I read Jonathan Rosenbaum's "In Defence of Spoilers" back when it first appeared and back when it looked like just more of Rosenbaum's developing flakiness. But he felt strongly enough about it to include the piece in his recent book Goodbye Cinema, Hello Cinephilia - wonder if the editor asked him to rethink that decision.

Because it's an odd piece, not a defence so much as an attack on people who want to avoid spoilers. Rosenbaum basically calls them infants and compares their desire to avoid spoilers to wanting to be taken care of by parents - not exactly a mature approach in itself. Especially when you consider that much of his piece is so self-centered, claiming that it keeps him from doing his job or that not everybody thinks that way. As for doing his job of course as a critic spoilers (or more accurately full descriptive access to the film) shouldn't be avoided but much of the time his job isn't as a critic but a reviewer which is a different situation. As a reviewer most of his job is consumer advice and that involves not actually, y'know, damaging the reader's experience any more than necessary. As a reviewer avoiding spoilers is a key part of the job and if Rosenbaum disagrees then he really shouldn't have been writing reviews.

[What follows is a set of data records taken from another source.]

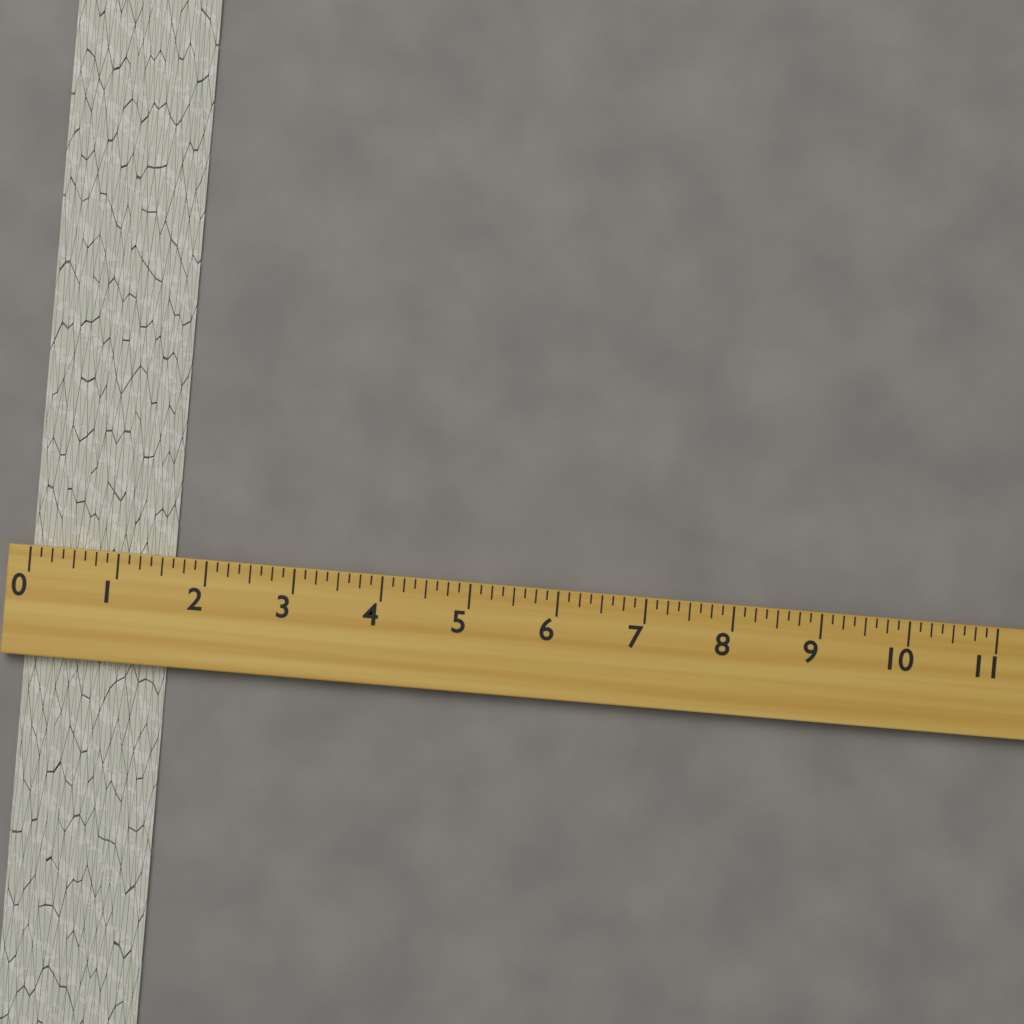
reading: 1.625 (no unit)
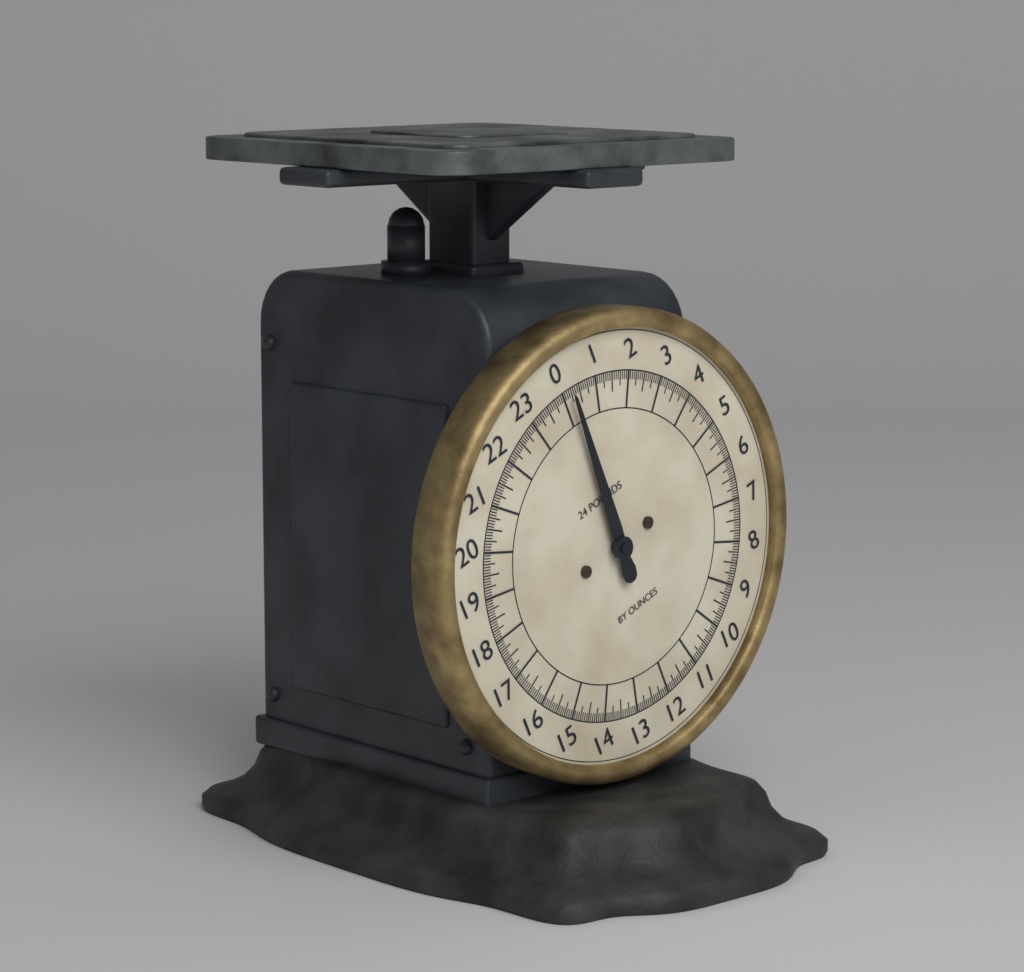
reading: 0.2000 lb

It's also strange that he apparently doesn't realize that the historical examples are irrelevant or perhaps even contradict his point. Yes, many early novels had (often lengthy) chapter titles that revealed what would happen and sure some works even mention a key plot point or even ending in the title. (And how did he miss the Trollope novels that tell you outright in the first chapter what's going to happen at the end and recommend that if this isn't acceptable then to stop reading?) But these examples all are the artist's decision, whether they might have been a convention of the time doesn't matter. When an artist doesn't include such revelations then isn't it a bit arrogant to claim that a reviewer has the right to do so?

Other parts of the piece aren't even worth discussing. To claim that avoiding spoilers would also mean he should avoid mentioning epigraphs is quite silly if not just a bizarre I'm-gonna-take-my-ball-and-go-home hissy fit. Admittedly the piece shows Rosenbaum at his worst but unfortunately it's not completely atypical of his late writing (which I'll get into more if I ever cover Goodbye Cinema).